Thursday, September 29, 2016

For Rosh Hashanah: On a Return To Connection

A return to connectedness. That is why we work to repair our relationships with one another and with God. We are returning to connectedness. We are plugging back in above to the place from which we came. And we are reasserting our deep buried knowledge of our essential connection to others.

The midrash says that when God first created the human, the human was both male and female and then God split them apart. That is why we all have a basic loneliness and a yearning for connection. We unconsciously remember a time we were part of a larger whole.

And on Rosh Hashanah we return to this original connection, our original connection both to God and to each other.
The Sefat Emet says that on Rosh Hashanah we experience a slight taste of the world before creation, an undifferentiated world where all was God and all was therefore one without separation.

Notice the repeated emphasis in our Rosh Hashanah davening on unity – we celebrate God’s kingship by asserting that there will be a time when all creatures will join together as one unit (agudah ahat) in worship of God. On that day, God will be one and His name will be one. We are pointing back to pre-creation and forward to the end of times when we will circle back to this state of total unity.

Having a glimpse of such unity could help us live better. Many of the obstacles we face in spiritual growth, the impediments to balance and happiness and life satisfaction, are related to our extreme self-absorption and isolation. We view everything from the skewed perspective of “me,” as if we are each the star of the movie, and when we suffer it often involves our egos in some way or simply our soul’s lack of connection.

The tefillot of Rosh Hashanah and Yom Kippur are all phrased in the plural and done in community to draw us back out of this mirage of separation back into the world of connectedness, to an experience of a life that is connected above, connected to those around us and also connected richly to those who came before us and to those who will come after us. We are embedded, essential members of an eternal chain. We are plugged in to the God who joins us all.
May it be a year of connectedness for all of us.

1 comment:

  1. Beautiful. I love the idea of connectednes and aguda achas, and will be more aware of it this Rosh Hashannah.

    I find the sfat emet very troubling; the idea of G-d as one and unity doesn't seem to leave much room for me? But I want to exist! And G-d wants me to exist or He wouldn't have created me and the world! In the world-to-come, at least we can bring our post-creation reality to the unity, but imagining a return to a pre-creation unity feels empty and scary.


◆ **EXERCISE DESCRIPTION**: When a line of the entries contains "JSON", please list that line.

[Data excerpts]
Start of Block
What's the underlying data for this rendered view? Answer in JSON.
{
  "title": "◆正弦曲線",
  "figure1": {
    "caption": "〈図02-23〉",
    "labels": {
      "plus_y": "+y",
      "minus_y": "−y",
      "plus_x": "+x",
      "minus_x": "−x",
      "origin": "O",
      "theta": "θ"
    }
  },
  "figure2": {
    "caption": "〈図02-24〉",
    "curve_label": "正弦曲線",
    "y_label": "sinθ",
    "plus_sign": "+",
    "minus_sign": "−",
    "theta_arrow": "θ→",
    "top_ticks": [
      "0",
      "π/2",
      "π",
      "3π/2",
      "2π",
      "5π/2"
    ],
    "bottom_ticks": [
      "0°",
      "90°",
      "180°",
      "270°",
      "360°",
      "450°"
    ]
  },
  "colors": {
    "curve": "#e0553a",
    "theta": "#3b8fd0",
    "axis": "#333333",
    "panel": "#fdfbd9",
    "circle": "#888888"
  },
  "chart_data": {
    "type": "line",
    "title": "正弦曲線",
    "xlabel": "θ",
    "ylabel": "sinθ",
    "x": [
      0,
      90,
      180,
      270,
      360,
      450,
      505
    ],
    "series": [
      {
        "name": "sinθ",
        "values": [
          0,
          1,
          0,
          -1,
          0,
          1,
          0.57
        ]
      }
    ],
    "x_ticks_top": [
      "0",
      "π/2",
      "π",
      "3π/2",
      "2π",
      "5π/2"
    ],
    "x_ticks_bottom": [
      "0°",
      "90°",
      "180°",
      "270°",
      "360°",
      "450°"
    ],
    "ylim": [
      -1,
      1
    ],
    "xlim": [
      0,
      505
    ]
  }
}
End of Block
Start of Block
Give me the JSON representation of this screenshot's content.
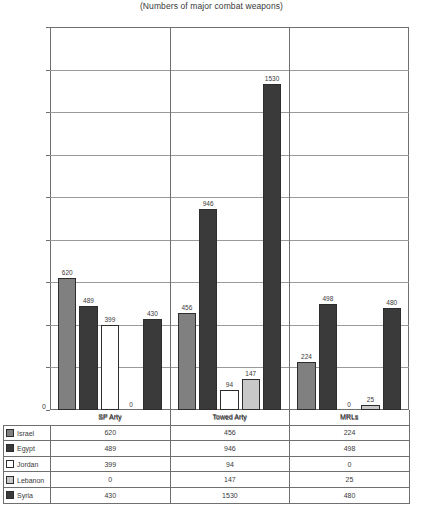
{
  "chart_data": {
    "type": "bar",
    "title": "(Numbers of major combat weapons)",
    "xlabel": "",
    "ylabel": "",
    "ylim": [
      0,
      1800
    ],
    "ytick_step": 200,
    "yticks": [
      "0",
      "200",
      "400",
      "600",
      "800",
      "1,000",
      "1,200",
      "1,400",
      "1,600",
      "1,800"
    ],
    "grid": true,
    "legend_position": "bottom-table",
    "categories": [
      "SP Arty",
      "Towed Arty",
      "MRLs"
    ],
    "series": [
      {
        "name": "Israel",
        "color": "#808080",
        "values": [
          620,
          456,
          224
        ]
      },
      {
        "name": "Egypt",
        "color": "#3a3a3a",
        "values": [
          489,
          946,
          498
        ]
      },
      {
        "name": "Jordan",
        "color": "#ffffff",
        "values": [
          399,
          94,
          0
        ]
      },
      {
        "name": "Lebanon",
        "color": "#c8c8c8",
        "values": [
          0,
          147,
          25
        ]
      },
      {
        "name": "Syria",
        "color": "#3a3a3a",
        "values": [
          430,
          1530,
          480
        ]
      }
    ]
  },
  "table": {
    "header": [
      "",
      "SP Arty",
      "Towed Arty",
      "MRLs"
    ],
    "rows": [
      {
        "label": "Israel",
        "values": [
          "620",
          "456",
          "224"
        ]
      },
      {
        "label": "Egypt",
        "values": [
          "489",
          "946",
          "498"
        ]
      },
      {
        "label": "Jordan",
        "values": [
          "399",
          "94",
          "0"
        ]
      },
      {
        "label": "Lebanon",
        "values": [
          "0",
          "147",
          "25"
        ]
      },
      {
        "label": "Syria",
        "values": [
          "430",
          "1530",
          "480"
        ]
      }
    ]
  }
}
End of Block
◆ **WRITTEN SOLUTION**:
What's the underlying data for this rendered view? Answer in JSON.
Give me the JSON representation of this screenshot's content.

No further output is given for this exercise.